Local history, Local stories
Sutherland Shire Libraries
Thursday, May 26, 2016
Cocky Bennett was no ‘pretty Polly,’ yet when he died on 26 May 1916 in his 120th year, newspaper obituaries across NSW lamented the passing of this ‘venerable’ old sulphur-crested cockatoo. The Sun newspaper wrote:
Goodbye Cocky. Some people may be sceptics, but (I prefer) to believe that Cocky Bennett watched the sailors row ashore when Captain Cook landed. It is good to think that in a time of flux and change there is one old identity whose head is soundly screwed on, and does not grow excited over the trifles which agitate us from day to day. Cocky would not feel regretful at having died before the world had settled with the Kaiser… I like the superstition that sitting somewhere on a high tree Cocky watched Napoleon’s rise and fall; saw the dynasty make a feeble splutter in 1870, and then disappear for ever from the politics of the world. Snug on his perch he saw us progress through droughts and booms and strikes and plagues and land scandals; and after each roaring excitement he saw how the community settled down to its same old business of eating and sleeping and lovemaking.
As ship companion to Captain George Ellis, Cocky Bennett spent almost 80 years sailing the high seas and it is said that he voyaged around the world seven times. When in Sydney, Captain Ellis and Cocky would visit Bowden’s Hotel in the city and it was there that the two became acquainted with Sarah Bennett (then Bowden), proprietress of the hotel. Captain Ellis told Sarah that he had sailed with Cocky since he first went to sea as a boy of 9 and the bird had travelled with him ever since. Whilst at sea Cocky learnt tricks - like pretending to haul in on an imaginary rope as he edged backwards along his perch - and being an innate chatterbox, Cocky developed a vocabulary worthy of an old sailor.
When Captain Ellis (aged 87) died in the Solomon Islands in 1887, Cocky was left to Sarah Bennett. Sarah became publican of the Sea Breeze Hotel at Tom Ugly’s Point and it was here that Cocky set up residence with his new adoptive family in the 1890s.
At Tom Ugly’s Point Cocky Bennett became famous for entertaining pub-goers with his continual dancing and colourful ‘patter.’ He would flap his featherless black wings and squawk “I’ll fly, I’ll fly, my God, I’ll fly.’ Sarah Bennett, attached a collection box to Cocky’s cage and his chatter was an invitation for visitors to donate to St. George Hospital. Enough funds were eventually raised to supply the hospital with three beds, each bearing a plaque inscribed with the words ‘Cocky Bennett Cot.’
26 May 2016 marks the hundred year anniversary of the death of Cocky Bennett.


WHAT THE EXERCISE ASKS –
List all lines of the data that include the string "interactable".

PROVIDED RECORDS –
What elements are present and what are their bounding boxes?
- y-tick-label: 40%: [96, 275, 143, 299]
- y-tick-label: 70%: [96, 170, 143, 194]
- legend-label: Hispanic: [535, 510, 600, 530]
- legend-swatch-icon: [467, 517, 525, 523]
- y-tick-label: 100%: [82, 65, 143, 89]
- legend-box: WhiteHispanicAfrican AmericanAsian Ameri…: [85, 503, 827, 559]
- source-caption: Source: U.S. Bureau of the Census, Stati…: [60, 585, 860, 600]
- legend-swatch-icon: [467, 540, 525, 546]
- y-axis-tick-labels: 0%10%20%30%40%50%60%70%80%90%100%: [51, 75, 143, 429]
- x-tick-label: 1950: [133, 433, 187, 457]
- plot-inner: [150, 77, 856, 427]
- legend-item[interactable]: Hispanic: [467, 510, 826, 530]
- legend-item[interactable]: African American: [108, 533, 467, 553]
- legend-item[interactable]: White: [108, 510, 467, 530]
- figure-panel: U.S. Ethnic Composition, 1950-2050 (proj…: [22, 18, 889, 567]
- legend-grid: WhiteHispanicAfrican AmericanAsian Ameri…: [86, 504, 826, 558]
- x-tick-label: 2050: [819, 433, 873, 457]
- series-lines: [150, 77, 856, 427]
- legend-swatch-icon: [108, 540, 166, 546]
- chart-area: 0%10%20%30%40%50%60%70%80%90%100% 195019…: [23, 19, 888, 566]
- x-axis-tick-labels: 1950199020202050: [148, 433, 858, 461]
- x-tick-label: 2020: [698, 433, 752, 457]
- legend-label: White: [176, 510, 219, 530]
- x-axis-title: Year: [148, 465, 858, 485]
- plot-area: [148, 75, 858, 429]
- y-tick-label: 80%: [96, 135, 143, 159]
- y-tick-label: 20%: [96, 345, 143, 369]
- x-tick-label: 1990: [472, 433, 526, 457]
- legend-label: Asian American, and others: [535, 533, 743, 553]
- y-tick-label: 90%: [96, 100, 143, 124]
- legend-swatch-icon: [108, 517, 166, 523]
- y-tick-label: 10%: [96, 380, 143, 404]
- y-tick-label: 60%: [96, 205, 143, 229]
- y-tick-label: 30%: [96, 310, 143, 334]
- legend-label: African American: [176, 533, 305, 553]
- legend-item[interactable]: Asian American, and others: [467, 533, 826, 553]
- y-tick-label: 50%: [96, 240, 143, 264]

--

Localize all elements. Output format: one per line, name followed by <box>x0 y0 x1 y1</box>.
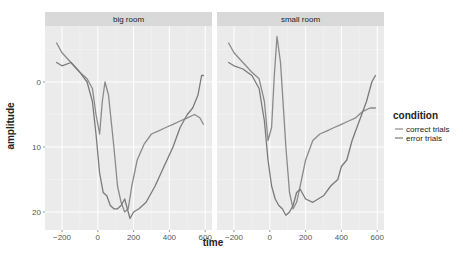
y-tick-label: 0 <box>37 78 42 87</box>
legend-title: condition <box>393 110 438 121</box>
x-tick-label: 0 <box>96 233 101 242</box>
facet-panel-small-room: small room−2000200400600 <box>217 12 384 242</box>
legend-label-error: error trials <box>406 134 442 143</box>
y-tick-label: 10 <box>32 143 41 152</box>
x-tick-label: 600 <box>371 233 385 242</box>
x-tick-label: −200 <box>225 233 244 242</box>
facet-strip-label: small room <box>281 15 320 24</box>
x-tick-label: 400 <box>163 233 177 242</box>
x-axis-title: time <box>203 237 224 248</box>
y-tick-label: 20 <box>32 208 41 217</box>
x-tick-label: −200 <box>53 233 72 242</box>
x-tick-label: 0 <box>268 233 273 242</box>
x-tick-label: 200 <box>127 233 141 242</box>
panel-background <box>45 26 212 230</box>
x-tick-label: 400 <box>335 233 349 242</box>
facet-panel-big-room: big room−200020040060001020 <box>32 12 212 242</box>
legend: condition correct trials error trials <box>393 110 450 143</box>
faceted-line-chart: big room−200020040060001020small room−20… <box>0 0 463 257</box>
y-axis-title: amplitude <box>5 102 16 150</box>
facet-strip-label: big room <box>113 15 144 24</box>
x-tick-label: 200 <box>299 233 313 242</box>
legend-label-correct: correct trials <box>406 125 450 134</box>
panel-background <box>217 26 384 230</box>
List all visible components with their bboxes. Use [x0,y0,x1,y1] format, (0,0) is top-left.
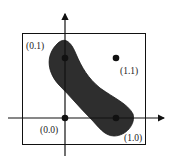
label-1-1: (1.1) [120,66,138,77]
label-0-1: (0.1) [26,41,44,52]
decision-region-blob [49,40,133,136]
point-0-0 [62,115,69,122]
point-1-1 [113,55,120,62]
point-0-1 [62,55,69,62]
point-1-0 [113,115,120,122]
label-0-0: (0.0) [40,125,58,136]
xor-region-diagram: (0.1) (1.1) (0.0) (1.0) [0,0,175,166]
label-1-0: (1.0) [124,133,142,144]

==

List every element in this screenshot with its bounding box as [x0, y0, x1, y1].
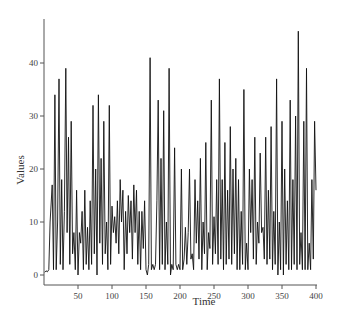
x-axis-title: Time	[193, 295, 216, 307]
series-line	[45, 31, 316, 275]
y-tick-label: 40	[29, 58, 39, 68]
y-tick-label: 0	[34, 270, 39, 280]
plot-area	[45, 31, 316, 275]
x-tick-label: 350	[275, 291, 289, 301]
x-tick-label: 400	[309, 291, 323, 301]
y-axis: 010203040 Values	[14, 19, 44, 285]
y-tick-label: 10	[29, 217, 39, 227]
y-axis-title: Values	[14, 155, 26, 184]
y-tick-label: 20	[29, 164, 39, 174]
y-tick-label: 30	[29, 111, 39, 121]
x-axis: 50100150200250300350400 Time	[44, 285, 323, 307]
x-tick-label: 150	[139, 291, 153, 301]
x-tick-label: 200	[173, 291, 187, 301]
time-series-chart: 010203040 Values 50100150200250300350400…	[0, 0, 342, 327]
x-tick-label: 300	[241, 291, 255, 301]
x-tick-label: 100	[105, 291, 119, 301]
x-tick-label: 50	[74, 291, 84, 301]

FINISHED EXERCISE –
- legend-item[interactable]: Hispanic: [467, 510, 826, 530]
- legend-item[interactable]: African American: [108, 533, 467, 553]
- legend-item[interactable]: White: [108, 510, 467, 530]
- legend-item[interactable]: Asian American, and others: [467, 533, 826, 553]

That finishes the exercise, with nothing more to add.